I kept staring down at the yearbook photo, trying to recall the members of the squash team. One guy was called Dexter Corcoran – a big creep; everybody hated him, I remembered that. The others – even bigger assholes – I couldn’t even remember who they were. Deliberate suppression, a psychologist would have called it.
‘Maybe Dr Murdoch was thrown out of the secret world or his soul just got tired of it – I don’t know,’ Bradley was saying. ‘But he entered France on Campbell’s passport, wrote a book to pass on what he knew and published it under the name of Jude Garrett, a dead FBI agent.’
When I still didn’t respond, he shrugged. ‘And so the two of us end up here.’
Yes, and there was no doubt about it: it was a brilliant piece of work by Bradley and his wife but – like I said – it was their discovery today, somebody else’s tomorrow.
There was only one thing left for me to do, so I stood up. It was time to start running.
Chapter Ten
BRADLEY CAUGHT UP with me at the doors leading from the hotel’s beautiful courtyard into the grand gallery, moving surprisingly fast, given his limp.
I had said a curt goodbye and headed out, but he managed to grab my arm before I knew he was following. ‘I have a favour to ask,’ he said. ‘That’s why Marcie and I came to Paris.’
I shook my head. ‘I’ve got to go,’ I said.
‘Listen – please …’ He took a breath, struggling with what he was about to say. But I didn’t give him a chance. I pushed his hand away and started to leave.
‘No,’ he said, in that authoritative voice. I looked around and saw that people at the nearby tables were watching us. I didn’t want to create a scene and it gave him a moment.
‘Go down deep enough into darkness and nothing’s ever the same,’ he said quietly. ‘Being injured made me think differently – about life, my relationship with Marcie and my work. Especially my work. If there was one positive—’
I’d had enough. ‘I’m sorry,’ I said, ‘the injury must have been terrible and I’m glad you came through okay, but there are things I’ve got to arrange.’ I didn’t have time for a sob story or to hear reflections on life from a man I would never see again. I was getting out of Paris, running for cover and maybe my life, and I didn’t have time to waste.
‘Just one minute – one more,’ he said.
After a beat I sighed and nodded – I suppose I owed him some small courtesy for telling me how my former life could be laid bare so effectively. But I didn’t bother moving, and everything about my body language told him the Wailing Wall was in Jerusalem and to just get it over with.
‘You never asked about how I got my injuries – and I want to thank you. Professionals usually don’t, of course. Most of us have been in bad situations so there’s not much point in talking about it.’
Yeah, yeah – enough about correct professional conduct. What do you want to ask me? I thought.
‘I told you I was trapped in a building. It was a little more than that – I was in the North Tower of the World Trade Center when it went down.’
Chapter Eleven
BRADLEY KEPT TALKING but, to this day, I have no idea what he said. Somehow we returned to our table, but I was too preoccupied with cursing my stupidity to listen. No wonder he had post-traumatic stress disorder, no wonder he had weeks in intensive care, no wonder he was suffering from survivor guilt, no wonder he needed an impossible investigative project to bring him back from the dead.
Bradley had said he was holding some guy in the dark, listening to him die. Meanwhile, outside their concrete tomb, Lower Manhattan was on fire. And yet I was so smart I had worked out it was a gunshot wound to the hip and another one that took out his lung. If that was the best I could do, it was probably a good thing that I had retired.
I was shaken from my harsh self-appraisal by his voice – he’d taken his cellphone out and was asking me something. ‘Mind if I make a call? I want to check in with Marcie.’
I nodded. He waited for her to answer, turned away, and said a few brief words I couldn’t hear. As he hung up, he motioned for more coffee and pastries. I hoped he had a credit card with no limit.
‘I only mentioned September eleventh,’ he said, ‘because it’s the basis for what I want to ask you.’
‘Go on,’ I said softly, trying to make up for even thinking the poor mother should have gone to the Wailing Wall.
‘As part of my recovery, I finally went back to Ground Zero, to the spot where the North Tower had stood,’ he said. ‘I looked at it for a long time – God, it was cold – and I finally realized that I was so damned angry I had no hope of ever making a full recovery.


What is needed: Match on the string "ytick" in the entries below and return every matching line.
── Provided information
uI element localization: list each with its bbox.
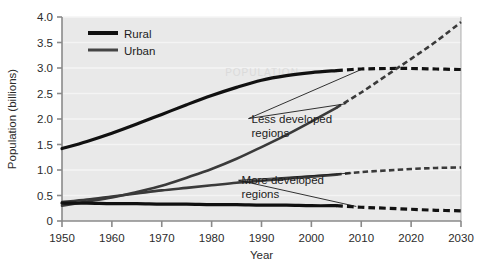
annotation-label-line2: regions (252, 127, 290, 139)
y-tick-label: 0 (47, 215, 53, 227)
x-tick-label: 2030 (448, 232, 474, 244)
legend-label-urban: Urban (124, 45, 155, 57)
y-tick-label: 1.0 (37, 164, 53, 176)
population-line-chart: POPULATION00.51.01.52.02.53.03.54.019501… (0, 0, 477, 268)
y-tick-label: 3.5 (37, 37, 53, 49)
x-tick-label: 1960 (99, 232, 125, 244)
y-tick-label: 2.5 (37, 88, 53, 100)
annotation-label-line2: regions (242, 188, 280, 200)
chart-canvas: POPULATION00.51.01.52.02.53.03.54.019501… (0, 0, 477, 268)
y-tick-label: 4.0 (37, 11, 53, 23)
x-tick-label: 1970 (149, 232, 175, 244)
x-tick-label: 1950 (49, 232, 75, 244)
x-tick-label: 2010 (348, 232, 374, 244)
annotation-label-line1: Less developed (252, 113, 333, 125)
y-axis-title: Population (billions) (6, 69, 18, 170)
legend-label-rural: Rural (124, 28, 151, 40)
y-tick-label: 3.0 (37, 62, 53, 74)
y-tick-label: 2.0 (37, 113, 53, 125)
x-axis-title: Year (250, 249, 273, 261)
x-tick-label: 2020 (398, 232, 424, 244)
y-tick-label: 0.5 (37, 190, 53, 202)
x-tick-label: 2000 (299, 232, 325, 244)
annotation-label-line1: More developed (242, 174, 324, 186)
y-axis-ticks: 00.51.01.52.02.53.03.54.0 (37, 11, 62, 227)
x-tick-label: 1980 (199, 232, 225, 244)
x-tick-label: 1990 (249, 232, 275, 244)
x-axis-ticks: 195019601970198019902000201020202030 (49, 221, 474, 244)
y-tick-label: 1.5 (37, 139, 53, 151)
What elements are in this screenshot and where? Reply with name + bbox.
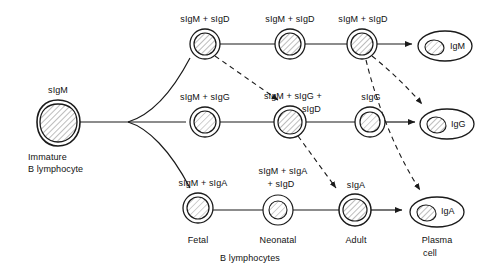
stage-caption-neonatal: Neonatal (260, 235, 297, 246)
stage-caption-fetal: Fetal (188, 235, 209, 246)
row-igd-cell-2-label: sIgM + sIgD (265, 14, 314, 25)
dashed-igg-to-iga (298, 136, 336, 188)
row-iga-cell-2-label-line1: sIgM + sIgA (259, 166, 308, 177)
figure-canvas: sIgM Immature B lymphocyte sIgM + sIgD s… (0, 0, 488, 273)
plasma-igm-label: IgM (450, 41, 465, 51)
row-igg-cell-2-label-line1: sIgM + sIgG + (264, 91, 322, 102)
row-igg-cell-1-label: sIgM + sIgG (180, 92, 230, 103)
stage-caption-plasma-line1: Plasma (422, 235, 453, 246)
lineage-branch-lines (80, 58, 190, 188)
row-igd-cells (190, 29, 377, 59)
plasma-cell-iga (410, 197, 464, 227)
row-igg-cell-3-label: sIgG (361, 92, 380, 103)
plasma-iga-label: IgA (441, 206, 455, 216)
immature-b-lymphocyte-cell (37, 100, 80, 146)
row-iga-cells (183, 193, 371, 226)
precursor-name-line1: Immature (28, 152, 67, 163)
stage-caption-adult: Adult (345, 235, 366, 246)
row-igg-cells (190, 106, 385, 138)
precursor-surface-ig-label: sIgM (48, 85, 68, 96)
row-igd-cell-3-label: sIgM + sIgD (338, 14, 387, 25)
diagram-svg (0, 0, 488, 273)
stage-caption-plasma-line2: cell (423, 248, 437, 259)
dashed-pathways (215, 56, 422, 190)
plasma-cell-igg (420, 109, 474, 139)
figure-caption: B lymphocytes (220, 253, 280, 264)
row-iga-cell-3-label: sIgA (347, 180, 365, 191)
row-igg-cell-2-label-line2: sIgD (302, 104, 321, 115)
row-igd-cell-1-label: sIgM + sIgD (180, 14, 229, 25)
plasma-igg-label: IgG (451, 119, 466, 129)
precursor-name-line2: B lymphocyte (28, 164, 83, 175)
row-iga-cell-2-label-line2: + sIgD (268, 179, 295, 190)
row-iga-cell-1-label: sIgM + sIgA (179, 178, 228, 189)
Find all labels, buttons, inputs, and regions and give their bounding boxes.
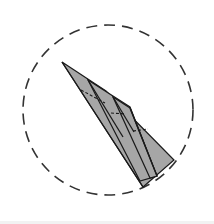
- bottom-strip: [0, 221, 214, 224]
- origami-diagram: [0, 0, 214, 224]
────
── Provided information
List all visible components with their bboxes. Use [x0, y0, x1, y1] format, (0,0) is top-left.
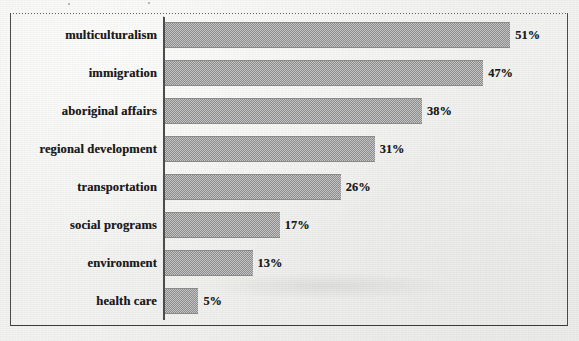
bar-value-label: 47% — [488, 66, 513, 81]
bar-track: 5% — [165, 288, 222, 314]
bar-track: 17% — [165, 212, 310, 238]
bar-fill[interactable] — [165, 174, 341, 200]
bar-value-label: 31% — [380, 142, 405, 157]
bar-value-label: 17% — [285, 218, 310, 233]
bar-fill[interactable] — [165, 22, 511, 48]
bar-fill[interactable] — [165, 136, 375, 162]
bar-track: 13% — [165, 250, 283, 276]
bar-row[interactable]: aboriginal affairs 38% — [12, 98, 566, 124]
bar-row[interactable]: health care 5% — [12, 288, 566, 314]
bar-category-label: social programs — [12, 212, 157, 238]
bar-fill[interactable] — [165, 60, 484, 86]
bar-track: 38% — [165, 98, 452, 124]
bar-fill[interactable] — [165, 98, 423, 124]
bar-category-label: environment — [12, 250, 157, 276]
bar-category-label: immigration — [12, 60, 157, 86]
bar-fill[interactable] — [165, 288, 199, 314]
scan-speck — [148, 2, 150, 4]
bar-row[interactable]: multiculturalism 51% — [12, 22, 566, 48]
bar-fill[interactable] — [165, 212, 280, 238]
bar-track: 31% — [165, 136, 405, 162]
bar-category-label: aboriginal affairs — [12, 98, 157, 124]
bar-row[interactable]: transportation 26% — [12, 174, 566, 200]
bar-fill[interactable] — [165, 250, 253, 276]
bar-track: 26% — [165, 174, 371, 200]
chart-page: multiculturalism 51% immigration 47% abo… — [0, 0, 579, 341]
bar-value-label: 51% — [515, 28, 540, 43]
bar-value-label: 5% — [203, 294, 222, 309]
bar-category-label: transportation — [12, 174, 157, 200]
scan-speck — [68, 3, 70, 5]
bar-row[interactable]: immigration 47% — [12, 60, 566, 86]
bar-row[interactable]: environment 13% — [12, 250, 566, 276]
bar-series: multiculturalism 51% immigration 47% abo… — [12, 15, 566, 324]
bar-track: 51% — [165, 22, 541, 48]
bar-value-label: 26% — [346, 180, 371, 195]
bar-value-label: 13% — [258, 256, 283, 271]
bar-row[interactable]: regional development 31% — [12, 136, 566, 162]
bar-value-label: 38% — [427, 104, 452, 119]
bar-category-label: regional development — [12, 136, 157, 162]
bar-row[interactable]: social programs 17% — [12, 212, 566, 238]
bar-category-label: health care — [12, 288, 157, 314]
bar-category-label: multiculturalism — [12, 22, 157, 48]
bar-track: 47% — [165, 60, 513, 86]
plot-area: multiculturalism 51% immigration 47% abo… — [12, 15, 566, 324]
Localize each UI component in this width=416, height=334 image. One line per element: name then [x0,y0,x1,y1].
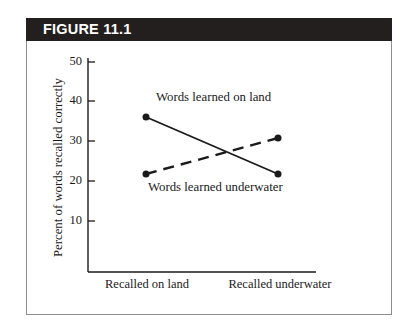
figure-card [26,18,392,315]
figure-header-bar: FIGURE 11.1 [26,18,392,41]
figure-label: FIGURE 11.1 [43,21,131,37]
────
── Provided information
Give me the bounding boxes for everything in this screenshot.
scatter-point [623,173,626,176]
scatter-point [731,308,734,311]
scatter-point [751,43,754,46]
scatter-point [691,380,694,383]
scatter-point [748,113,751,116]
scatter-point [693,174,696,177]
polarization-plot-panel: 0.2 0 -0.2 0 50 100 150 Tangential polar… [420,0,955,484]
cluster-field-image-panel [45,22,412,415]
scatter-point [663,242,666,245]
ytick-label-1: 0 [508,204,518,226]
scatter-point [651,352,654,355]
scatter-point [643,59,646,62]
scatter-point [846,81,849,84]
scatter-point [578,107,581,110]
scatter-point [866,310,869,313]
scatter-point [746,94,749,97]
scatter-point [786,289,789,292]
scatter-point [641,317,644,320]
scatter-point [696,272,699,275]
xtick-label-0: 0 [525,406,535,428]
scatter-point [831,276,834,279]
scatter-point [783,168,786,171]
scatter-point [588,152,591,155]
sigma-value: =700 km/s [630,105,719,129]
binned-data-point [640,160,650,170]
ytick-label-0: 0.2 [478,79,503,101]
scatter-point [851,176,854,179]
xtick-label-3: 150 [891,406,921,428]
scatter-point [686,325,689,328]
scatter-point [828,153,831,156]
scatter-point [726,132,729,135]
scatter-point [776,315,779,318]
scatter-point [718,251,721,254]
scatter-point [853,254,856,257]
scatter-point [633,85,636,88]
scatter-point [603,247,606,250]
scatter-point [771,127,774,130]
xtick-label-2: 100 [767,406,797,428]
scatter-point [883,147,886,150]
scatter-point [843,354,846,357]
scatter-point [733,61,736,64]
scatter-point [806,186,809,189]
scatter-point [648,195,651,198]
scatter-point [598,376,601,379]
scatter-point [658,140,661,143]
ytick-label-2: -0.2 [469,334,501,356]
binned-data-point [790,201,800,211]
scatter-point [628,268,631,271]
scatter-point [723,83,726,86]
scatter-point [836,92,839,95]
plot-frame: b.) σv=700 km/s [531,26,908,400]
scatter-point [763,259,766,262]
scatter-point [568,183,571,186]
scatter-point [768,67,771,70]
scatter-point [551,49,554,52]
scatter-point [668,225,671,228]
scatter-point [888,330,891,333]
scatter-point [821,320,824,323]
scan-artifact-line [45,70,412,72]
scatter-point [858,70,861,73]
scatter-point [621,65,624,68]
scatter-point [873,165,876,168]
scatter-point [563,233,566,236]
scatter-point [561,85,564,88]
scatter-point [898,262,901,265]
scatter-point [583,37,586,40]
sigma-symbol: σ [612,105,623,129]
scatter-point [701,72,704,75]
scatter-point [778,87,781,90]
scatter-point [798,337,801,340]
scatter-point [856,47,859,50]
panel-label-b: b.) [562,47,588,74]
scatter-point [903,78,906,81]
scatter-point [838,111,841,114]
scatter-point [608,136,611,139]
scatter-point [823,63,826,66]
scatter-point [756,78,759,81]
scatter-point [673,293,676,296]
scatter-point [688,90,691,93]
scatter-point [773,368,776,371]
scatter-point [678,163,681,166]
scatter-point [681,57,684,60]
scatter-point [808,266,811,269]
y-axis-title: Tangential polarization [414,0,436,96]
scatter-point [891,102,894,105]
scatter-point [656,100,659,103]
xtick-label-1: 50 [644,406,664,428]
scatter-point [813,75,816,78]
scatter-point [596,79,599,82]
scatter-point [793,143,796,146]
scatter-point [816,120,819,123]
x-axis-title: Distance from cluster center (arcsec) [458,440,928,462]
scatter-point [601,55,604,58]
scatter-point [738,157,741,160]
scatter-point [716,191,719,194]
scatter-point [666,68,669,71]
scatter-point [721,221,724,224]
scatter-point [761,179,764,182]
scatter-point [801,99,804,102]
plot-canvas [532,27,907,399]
────
Written answer:
ytick-label-1: 0 [508,204,518,226]
ytick-label-0: 0.2 [478,79,503,101]
ytick-label-2: -0.2 [469,334,501,356]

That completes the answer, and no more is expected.